──────── Material supplied ────────

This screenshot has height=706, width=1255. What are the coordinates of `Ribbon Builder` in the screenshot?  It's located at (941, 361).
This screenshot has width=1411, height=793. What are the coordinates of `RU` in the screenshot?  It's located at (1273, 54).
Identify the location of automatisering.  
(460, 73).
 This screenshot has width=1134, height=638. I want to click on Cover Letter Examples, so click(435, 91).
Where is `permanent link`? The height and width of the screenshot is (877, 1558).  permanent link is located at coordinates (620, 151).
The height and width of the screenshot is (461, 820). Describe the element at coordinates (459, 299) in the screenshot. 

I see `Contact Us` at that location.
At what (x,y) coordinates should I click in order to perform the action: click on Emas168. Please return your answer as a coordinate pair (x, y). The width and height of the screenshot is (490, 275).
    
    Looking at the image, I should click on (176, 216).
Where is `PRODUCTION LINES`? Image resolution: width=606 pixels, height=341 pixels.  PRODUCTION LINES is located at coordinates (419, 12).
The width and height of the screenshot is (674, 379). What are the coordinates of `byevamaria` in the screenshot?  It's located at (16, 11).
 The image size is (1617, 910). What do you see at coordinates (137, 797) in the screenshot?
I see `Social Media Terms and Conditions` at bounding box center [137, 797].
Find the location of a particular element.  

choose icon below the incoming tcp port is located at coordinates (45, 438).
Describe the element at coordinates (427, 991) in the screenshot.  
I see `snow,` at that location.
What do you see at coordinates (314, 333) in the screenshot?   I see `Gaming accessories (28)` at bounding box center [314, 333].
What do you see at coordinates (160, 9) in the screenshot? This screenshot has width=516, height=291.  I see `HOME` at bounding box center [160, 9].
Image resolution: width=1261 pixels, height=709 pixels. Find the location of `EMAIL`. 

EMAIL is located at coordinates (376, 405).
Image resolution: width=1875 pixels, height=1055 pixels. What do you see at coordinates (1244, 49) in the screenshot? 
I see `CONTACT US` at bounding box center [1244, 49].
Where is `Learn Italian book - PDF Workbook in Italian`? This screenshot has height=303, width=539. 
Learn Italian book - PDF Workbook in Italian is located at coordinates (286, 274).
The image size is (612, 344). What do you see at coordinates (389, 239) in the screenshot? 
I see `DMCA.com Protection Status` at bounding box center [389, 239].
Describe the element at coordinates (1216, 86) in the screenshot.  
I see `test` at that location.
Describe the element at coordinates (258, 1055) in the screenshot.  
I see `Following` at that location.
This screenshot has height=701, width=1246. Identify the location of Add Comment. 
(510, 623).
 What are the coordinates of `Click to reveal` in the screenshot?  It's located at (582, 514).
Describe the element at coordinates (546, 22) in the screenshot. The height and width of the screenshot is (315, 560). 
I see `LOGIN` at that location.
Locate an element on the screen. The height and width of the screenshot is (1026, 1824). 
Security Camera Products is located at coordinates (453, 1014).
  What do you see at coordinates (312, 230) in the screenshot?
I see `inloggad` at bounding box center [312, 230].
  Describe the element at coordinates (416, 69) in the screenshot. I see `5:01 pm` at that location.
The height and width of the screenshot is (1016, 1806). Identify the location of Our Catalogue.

────────

* Task to complete *
I would like you to return every entry exactly, with nothing changed.

* Response area *
This screenshot has height=706, width=1255. What are the coordinates of `Ribbon Builder` in the screenshot?  It's located at (941, 361).
This screenshot has width=1411, height=793. What are the coordinates of `RU` in the screenshot?  It's located at (1273, 54).
Identify the location of automatisering.  
(460, 73).
 This screenshot has width=1134, height=638. I want to click on Cover Letter Examples, so click(435, 91).
Where is `permanent link`? The height and width of the screenshot is (877, 1558).  permanent link is located at coordinates (620, 151).
The height and width of the screenshot is (461, 820). Describe the element at coordinates (459, 299) in the screenshot. 

I see `Contact Us` at that location.
At what (x,y) coordinates should I click in order to perform the action: click on Emas168. Please return your answer as a coordinate pair (x, y). The width and height of the screenshot is (490, 275).
    
    Looking at the image, I should click on (176, 216).
Where is `PRODUCTION LINES`? Image resolution: width=606 pixels, height=341 pixels.  PRODUCTION LINES is located at coordinates (419, 12).
The width and height of the screenshot is (674, 379). What are the coordinates of `byevamaria` in the screenshot?  It's located at (16, 11).
 The image size is (1617, 910). What do you see at coordinates (137, 797) in the screenshot?
I see `Social Media Terms and Conditions` at bounding box center [137, 797].
Find the location of a particular element.  

choose icon below the incoming tcp port is located at coordinates (45, 438).
Describe the element at coordinates (427, 991) in the screenshot.  
I see `snow,` at that location.
What do you see at coordinates (314, 333) in the screenshot?   I see `Gaming accessories (28)` at bounding box center [314, 333].
What do you see at coordinates (160, 9) in the screenshot? This screenshot has width=516, height=291.  I see `HOME` at bounding box center [160, 9].
Image resolution: width=1261 pixels, height=709 pixels. Find the location of `EMAIL`. 

EMAIL is located at coordinates (376, 405).
Image resolution: width=1875 pixels, height=1055 pixels. What do you see at coordinates (1244, 49) in the screenshot? 
I see `CONTACT US` at bounding box center [1244, 49].
Where is `Learn Italian book - PDF Workbook in Italian`? This screenshot has height=303, width=539. 
Learn Italian book - PDF Workbook in Italian is located at coordinates (286, 274).
The image size is (612, 344). What do you see at coordinates (389, 239) in the screenshot? 
I see `DMCA.com Protection Status` at bounding box center [389, 239].
Describe the element at coordinates (1216, 86) in the screenshot.  
I see `test` at that location.
Describe the element at coordinates (258, 1055) in the screenshot.  
I see `Following` at that location.
This screenshot has height=701, width=1246. Identify the location of Add Comment. 
(510, 623).
 What are the coordinates of `Click to reveal` in the screenshot?  It's located at (582, 514).
Describe the element at coordinates (546, 22) in the screenshot. The height and width of the screenshot is (315, 560). 
I see `LOGIN` at that location.
Locate an element on the screen. The height and width of the screenshot is (1026, 1824). 
Security Camera Products is located at coordinates (453, 1014).
  What do you see at coordinates (312, 230) in the screenshot?
I see `inloggad` at bounding box center [312, 230].
  Describe the element at coordinates (416, 69) in the screenshot. I see `5:01 pm` at that location.
The height and width of the screenshot is (1016, 1806). Identify the location of Our Catalogue.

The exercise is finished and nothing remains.